There is a point late in the film wherein Margot Robbie, in her role as Tonya Harding, condemns the audience at some length. That moment concentrated the essential point of the movie: that her whole life was basically one gigantic abusive relationship, first with individuals and then with the world. That moment was genius! I felt the weight of it, realizing that indeed that has to be how Harding feels about her life. That's something that not many filmmakers would have done and it made me appreciate the sincerity of Gillespie's effort. I gather that you didn't appreciate it much. Maybe one has to have been through such a relationship to be able to fully import the pain contained therein.

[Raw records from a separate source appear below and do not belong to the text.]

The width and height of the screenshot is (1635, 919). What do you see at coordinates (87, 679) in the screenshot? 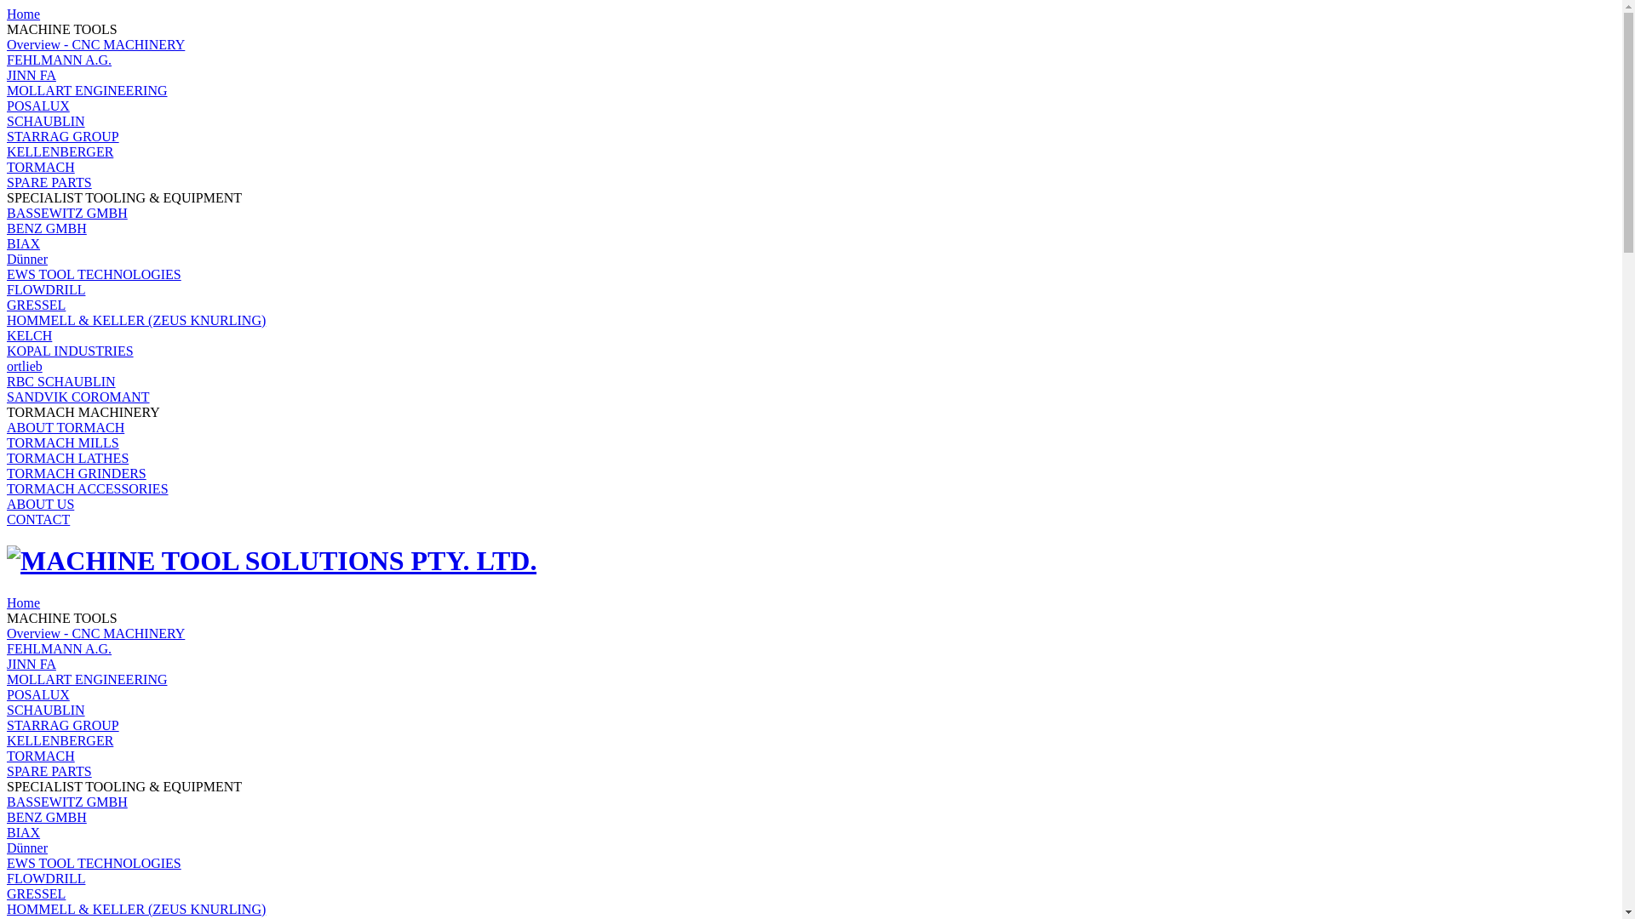
I see `MOLLART ENGINEERING` at bounding box center [87, 679].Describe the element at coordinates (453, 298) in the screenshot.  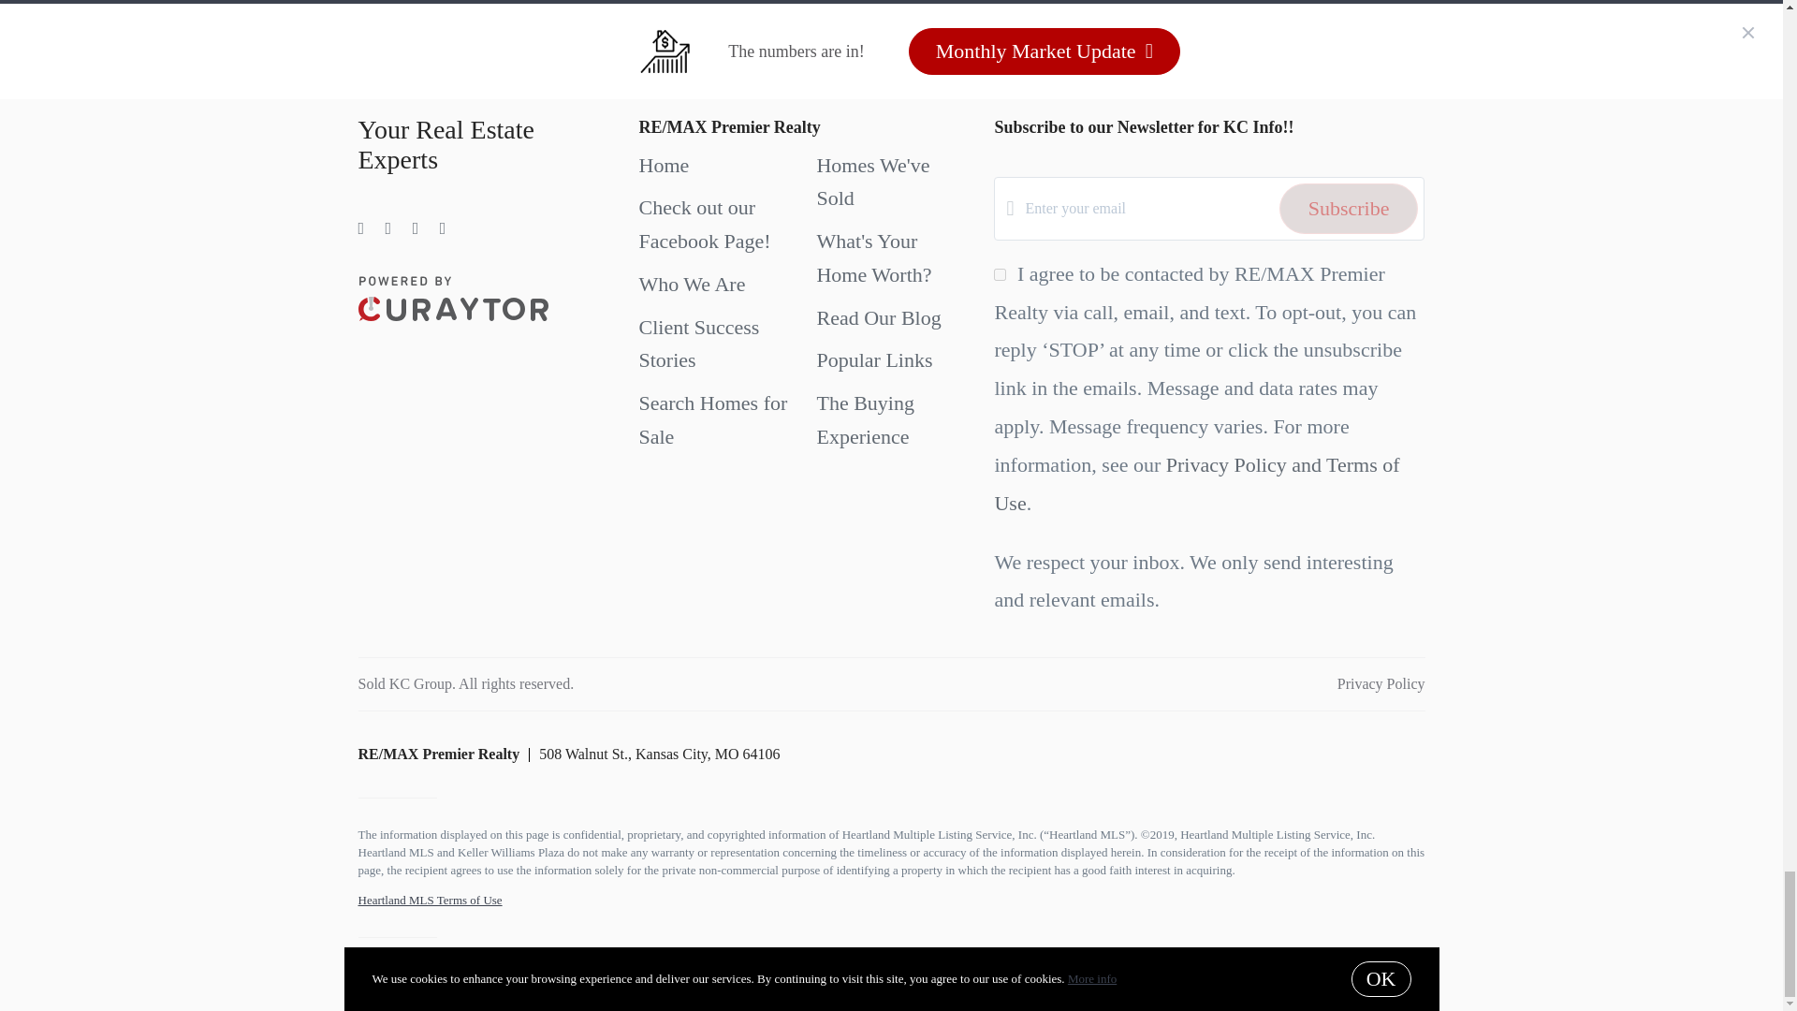
I see `curaytor-horizontal` at that location.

Another example comes just before the credits roll when we discover that Harding has become a boxer and has indeed been doing any and every ridiculous, degrading thing possible to sustain public interest in her since being banned for life from professional figure skating, possessing not even a high school degree. In this moment, she reflects on her life and articulates what for her is the necessary belief that "there's no truth" and that "my whole life is violence anyway". This was another moment when I began to realize how much the movie had affected my outlook without realizing it up to that point because I felt the weight of those words coming, believably, from her, reflecting the psychological toll that had been taken on her: the sense of paranoia and masochism. And then she gets knocked down and stays down a while while the music drops, almost like she might understandably just die then and there and have that be the end before finally regaining her normal, bitchy resolve to truck on, come what may. And then the credits begin to roll as a female-voiced rendition of Iggy Pop's grunge song (one I remember very nostalgically) The Passenger begins to play to images of her skating and that's when it all really hit me. I actually cried. I hadn't come to feel that "the incident", as it's referred to, was okay or anything (the movie hadn't intended for me to either), but I hadn't realized up to that point who Tonya Harding actually was and now I did and yeah, felt kind of sorry for her. I don't think it's wrong to have that complex feeling, is it? I mean it's the whole point of the movie really.
That's the wisdom of Gillespie's direction here: it's impact sneaks up on you. I would score I, Tonya a solid 8/10, personally.